The real life story of Domino Harvey is an amazing tale. The daughter of a Hollywood actor and a former supermodel, Harvey chose to live the wild and dangerous life that her parents’ wealth could afford her. She was thrown out of schools, got involved with drugs, might or might not have had a modeling career, ran a London night club, worked as a ranch hand, became a firefighter, worked as a Los Angeles bounty hunter, was arrested for drug possession, and eventually died this past summer of an accidental overdose of the pain killer Fentanyl. Harvey was only 35. Her life reads like a blockbuster Hollywood screenplay.
“Domino” screenwriter Richard Kelly (“Donnie Darko”) and director Tony Scott (“Top Gun”) apparently do not think so.
In “Domino” Scott and Kelly have decided to create a movie around Harvey rather than a movie about her. Sure, the Harvey character, played by Keira Knightley, is still a bounty hunter and daughter of the late actor Laurence Harvey and former supermodel Pauline Stone. She is still a problem child who loves guns, drugs and violence and whose mother remarries one of the founders of the “Hard Rock Café” restaurant chain. She still lives life to its limits and never backs down from dangerous situations. But this movie is not about her, it is a convoluted story involving an armored truck robbery and containing plot elements that include: a sick little girl, reality television, a love triangle, the mafia, “Beverly Hills 90210,” Tom Waits, an Afghanistan freedom movement, a Las Vegas casino, bounty hunting and everything else that Kelly and Scott could pull out of their collective asses. This movie is an utter mess.
The film’s narrative works as an odd mix of flashbacks, narrations, and the present time. The film’s story is narrated by Harvey during her interrogation by FBI agent Taryn Miles (Lucy Liu). Harvey tells Miles how she became a bounty hunter and why the armored truck robbery went wrong. During the course of the narrative the audience is introduced to an assortment of quirky, generic and asinine characters, who only help to push along the film’s already dim-witted story. Such characters include: Ed (Mickey Rourke) and Choco (Edgar Ramirez), Harvey’s bounty hunter partners; Mark Heiss (Christopher Walken) a reality television creator and his secretary Kimmie (Mena Suvari); Lateesha (Mo’Nique Imes-Jackson) a DMV teller and self proclaimed “blacktino;” and boundless others, including a handful of awkward cameos by music and television personalities.
There are many problems with “Domino” but perhaps the most glaring is the movie’s inability to narrow its focus on one subject. This movie wants to make a statement about everything from reality television and fame to loneliness and the inability to cope with death. This movie is more sporadic and less on the mark than a drunk game of darts. It aims to be about everything and anything. It lacks focus and coherency, it is lost within itself.
It is apparent that both Kelly and Scott have no idea what this film is about, perhaps that is why Scott uses a truck load of visual and audio gimmicks to keep the audience interested in the film. His use of different film filters and stocks, editing styles, special effects, and ridiculous shooting locations combined with the film’s annoying soundtrack is enough to give even a comatose patient a seizure. The direction is worse than the story. In fact the only good thing about this film is the acting of Rourke and Walken, who make any scene that they are in more than bearable to watch. With Ed, the audience is treated to the classic “bad ass” character Rourke plays so well and as Heiss, Walken amuses everyone in the theater with his vintage goofball persona. It is a shame that both men are only given limited screen time.
“Domino” is a train wreck of a movie. It sucks harder than a Shop-Vac. It takes the concept of style over substance seriously and uses the adage to bludgeon its audience with ridiculous visuals and an aggressively terrible story. It is mesmerizing that the real Domino Harvey agreed and even helped create this movie. She picked songs used in the soundtrack and even OK’d the film’s script. This is sad, because this film makes a mockery of her life.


● **What to do**:
The expected output is every record below, transcribed exactly, with the pictures left out.

━━━ Entries provided

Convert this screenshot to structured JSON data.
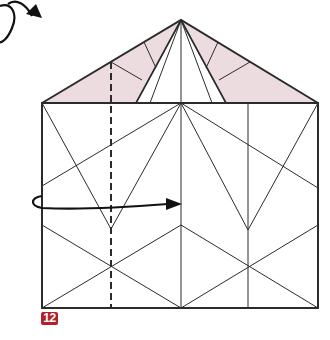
{
  "diagram": {
    "step_number": "12",
    "colors": {
      "line": "#2b2b2b",
      "flap_fill": "#ecdcdf",
      "step_badge": "#b3202a",
      "background": "#ffffff"
    },
    "symbols": [
      {
        "name": "turn-over-arrow",
        "meaning": "turn model over"
      },
      {
        "name": "fold-behind-arrow",
        "meaning": "fold left edge to center"
      },
      {
        "name": "valley-fold-line",
        "style": "dashed"
      }
    ]
  }
}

━━━━━━

● **Task answer**:
Convert this screenshot to structured JSON data.
{
  "diagram": {
    "step_number": "12",
    "colors": {
      "line": "#2b2b2b",
      "flap_fill": "#ecdcdf",
      "step_badge": "#b3202a",
      "background": "#ffffff"
    },
    "symbols": [
      {
        "name": "turn-over-arrow",
        "meaning": "turn model over"
      },
      {
        "name": "fold-behind-arrow",
        "meaning": "fold left edge to center"
      },
      {
        "name": "valley-fold-line",
        "style": "dashed"
      }
    ]
  }
}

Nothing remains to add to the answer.